THE WITMAN BOYS
In this haunting drama of alienation and loneliness, the Witman brothers are scarred for life by the neglect of their mother. They search for human warmth and meaning in their lives, but they search in the wrong places-including the local brothel. They may look innocent on the surface, but ultimately they are driven to despicable deeds. In Hungarian with English subtitles.
The Witman Boys
Review by IFQ Critic Todd Konrad
A fascinating period drama with highly stylized visuals and an emotional punch worthy of Russian literature, The Witman Boys is a welcome discovery for fans of foreign cinema constantly looking in the cracks for challenging movies to watch. Part period piece, part horror, and part sexual psychodrama, the film follows the emotional maturation of a pair of boys who clearly haven’t received enough love in their lives. Transpiring in 1914 Hungary, the Witman family is a seemingly well-to-do family with everything together on the outside but with a seemingly turgid home life.
After what is probably a normally terse dinner, Mr. Witman suffers the unfortunate fate of dying from a heart attack in front of his wife and boys. The boys’, Janos and Erno, rather blank reaction to his passing should clue one in to how much time all three spent together. They are more interested in what will happen to his dead body than whether or not he is in a better place or not. Teenagers with Janos being the elder, the Witman boys live out their days in school and at home, developing a particularly strong interest in biology especially when it comes to dissections. Soon enough their mother accepts the advances of another man and the boys are left to fend for themselves, finding release in unexpected and macabre activities.
Animals mysteriously begin disappearing from town as both Janos and Erno indulge their ‘scientific’ interests and begin killing and dissecting various victims, likely as a means to come to grips with death in a way that makes sense to them emotionally if not morally correct. In addition, through chance, Janos comes into contact with a prostitute that works out of the local brothel. Feeling genuine warmth for the first time, Janos confuses her sexual advances for emotional intimacy and soon becomes hooked on her as someone to provide the very sort of nurturing denied to him and Erno by their mother. Director Janos Szasz handles these sequences with delicacy as both boys achieve a sort of sexual awakening; beginning to act on their impulses without fully knowing what to do, and using the prostitute as a surrogate mother.
Janos especially hardens as the film progresses, turning from a somewhat disaffected teenager to a defiant personality willing and open to challenge those in his way. It’s odd to watch how both he and his younger brother develop a sort of shared sociopathic mindset, as though we are watching a pair of Hannibal Lectors or Ted Bundys develop before our very eyes. The convergence of the brothers’ disaffection for their mother, their deep if misplaced love for their prostitute, and the growing interest in vivisection at any means leads to a tragic if not entirely shocking denouement.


- [TASK GOAL]: Your task is to repeat the lines below exactly, excluding any pictures they contain.

- [Collected data entries]:
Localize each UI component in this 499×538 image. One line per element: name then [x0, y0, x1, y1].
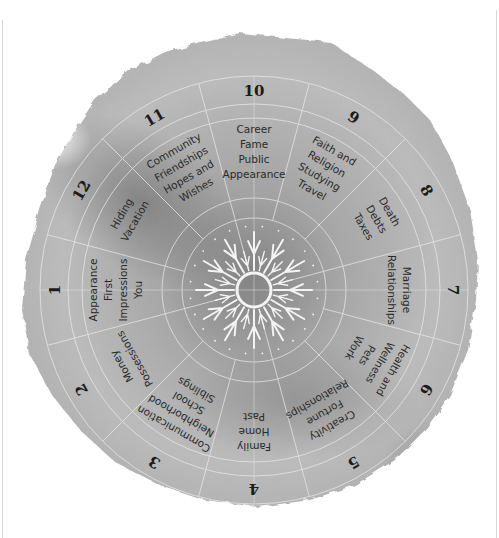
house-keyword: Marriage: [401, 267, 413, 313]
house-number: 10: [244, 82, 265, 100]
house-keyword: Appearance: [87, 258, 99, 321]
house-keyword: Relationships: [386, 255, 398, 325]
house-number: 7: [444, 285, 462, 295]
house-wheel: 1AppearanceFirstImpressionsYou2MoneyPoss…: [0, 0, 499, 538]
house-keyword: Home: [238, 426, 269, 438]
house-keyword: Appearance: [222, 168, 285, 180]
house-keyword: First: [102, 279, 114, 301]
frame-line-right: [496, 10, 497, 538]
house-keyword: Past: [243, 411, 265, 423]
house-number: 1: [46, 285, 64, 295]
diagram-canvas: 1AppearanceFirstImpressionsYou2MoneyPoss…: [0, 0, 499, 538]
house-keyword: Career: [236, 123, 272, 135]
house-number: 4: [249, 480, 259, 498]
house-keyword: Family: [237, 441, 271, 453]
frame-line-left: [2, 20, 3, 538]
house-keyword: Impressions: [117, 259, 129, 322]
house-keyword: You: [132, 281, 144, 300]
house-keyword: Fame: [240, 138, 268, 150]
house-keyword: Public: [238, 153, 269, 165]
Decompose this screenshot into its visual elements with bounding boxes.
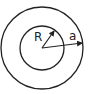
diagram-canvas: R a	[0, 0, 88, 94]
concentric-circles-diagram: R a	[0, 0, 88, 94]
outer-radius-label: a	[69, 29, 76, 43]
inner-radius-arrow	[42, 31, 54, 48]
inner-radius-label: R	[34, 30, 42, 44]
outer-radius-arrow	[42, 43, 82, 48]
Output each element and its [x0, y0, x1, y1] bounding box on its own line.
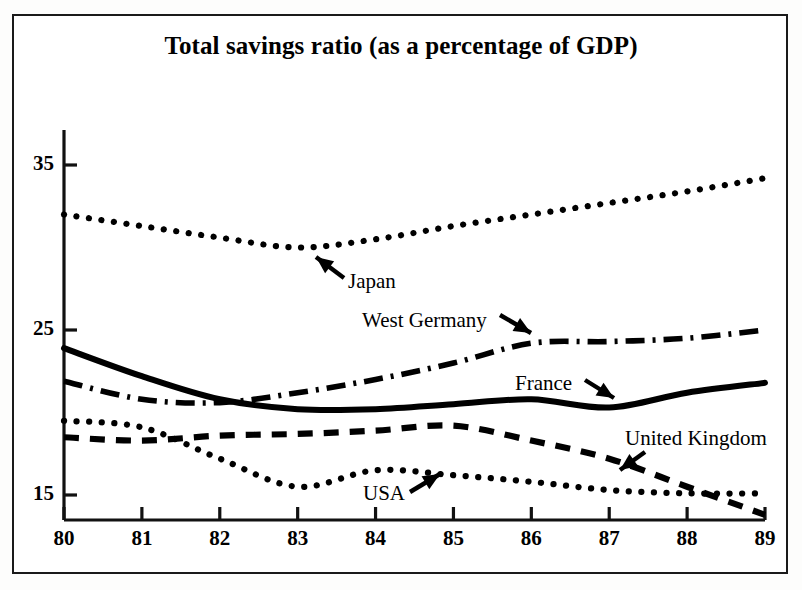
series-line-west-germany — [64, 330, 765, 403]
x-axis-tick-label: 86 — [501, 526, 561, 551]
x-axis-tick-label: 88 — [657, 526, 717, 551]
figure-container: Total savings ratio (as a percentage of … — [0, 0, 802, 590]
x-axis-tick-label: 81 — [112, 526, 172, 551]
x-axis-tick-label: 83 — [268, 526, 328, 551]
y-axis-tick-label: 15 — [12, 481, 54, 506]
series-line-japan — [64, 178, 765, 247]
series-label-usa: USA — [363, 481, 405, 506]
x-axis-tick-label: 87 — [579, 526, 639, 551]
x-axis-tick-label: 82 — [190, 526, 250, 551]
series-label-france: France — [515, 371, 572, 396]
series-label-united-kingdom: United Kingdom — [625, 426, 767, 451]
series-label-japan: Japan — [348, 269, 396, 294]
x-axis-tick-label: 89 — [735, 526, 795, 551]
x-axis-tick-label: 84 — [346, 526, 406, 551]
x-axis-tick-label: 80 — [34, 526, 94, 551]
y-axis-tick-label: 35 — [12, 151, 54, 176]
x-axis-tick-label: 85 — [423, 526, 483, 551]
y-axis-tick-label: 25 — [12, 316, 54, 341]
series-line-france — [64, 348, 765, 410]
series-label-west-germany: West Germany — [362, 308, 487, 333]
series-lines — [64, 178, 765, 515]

- [RESULT]:
Localize each UI component in this 499×538 image. One line per element: name then [x0, y0, x1, y1].
house-keyword: Marriage: [401, 267, 413, 313]
house-number: 10: [244, 82, 265, 100]
house-keyword: Appearance: [87, 258, 99, 321]
house-keyword: Relationships: [386, 255, 398, 325]
house-number: 7: [444, 285, 462, 295]
house-wheel: 1AppearanceFirstImpressionsYou2MoneyPoss…: [0, 0, 499, 538]
house-keyword: Home: [238, 426, 269, 438]
house-keyword: Appearance: [222, 168, 285, 180]
house-keyword: First: [102, 279, 114, 301]
frame-line-right: [496, 10, 497, 538]
house-keyword: Past: [243, 411, 265, 423]
house-number: 1: [46, 285, 64, 295]
diagram-canvas: 1AppearanceFirstImpressionsYou2MoneyPoss…: [0, 0, 499, 538]
house-keyword: Career: [236, 123, 272, 135]
house-number: 4: [249, 480, 259, 498]
house-keyword: Family: [237, 441, 271, 453]
frame-line-left: [2, 20, 3, 538]
house-keyword: Impressions: [117, 259, 129, 322]
house-keyword: You: [132, 281, 144, 300]
house-keyword: Fame: [240, 138, 268, 150]
house-keyword: Public: [238, 153, 269, 165]
Decompose this screenshot into its visual elements with bounding boxes.
diagram-canvas: R a	[0, 0, 88, 94]
concentric-circles-diagram: R a	[0, 0, 88, 94]
outer-radius-label: a	[69, 29, 76, 43]
inner-radius-arrow	[42, 31, 54, 48]
inner-radius-label: R	[34, 30, 42, 44]
outer-radius-arrow	[42, 43, 82, 48]
Output each element and its [x0, y0, x1, y1] bounding box on its own line.
series-line-west-germany — [64, 330, 765, 403]
x-axis-tick-label: 86 — [501, 526, 561, 551]
x-axis-tick-label: 88 — [657, 526, 717, 551]
figure-container: Total savings ratio (as a percentage of … — [0, 0, 802, 590]
x-axis-tick-label: 81 — [112, 526, 172, 551]
x-axis-tick-label: 83 — [268, 526, 328, 551]
y-axis-tick-label: 15 — [12, 481, 54, 506]
series-line-japan — [64, 178, 765, 247]
series-label-usa: USA — [363, 481, 405, 506]
x-axis-tick-label: 87 — [579, 526, 639, 551]
x-axis-tick-label: 82 — [190, 526, 250, 551]
series-label-france: France — [515, 371, 572, 396]
series-label-united-kingdom: United Kingdom — [625, 426, 767, 451]
series-label-japan: Japan — [348, 269, 396, 294]
x-axis-tick-label: 89 — [735, 526, 795, 551]
x-axis-tick-label: 84 — [346, 526, 406, 551]
x-axis-tick-label: 80 — [34, 526, 94, 551]
y-axis-tick-label: 35 — [12, 151, 54, 176]
x-axis-tick-label: 85 — [423, 526, 483, 551]
y-axis-tick-label: 25 — [12, 316, 54, 341]
series-line-france — [64, 348, 765, 410]
series-label-west-germany: West Germany — [362, 308, 487, 333]
series-lines — [64, 178, 765, 515]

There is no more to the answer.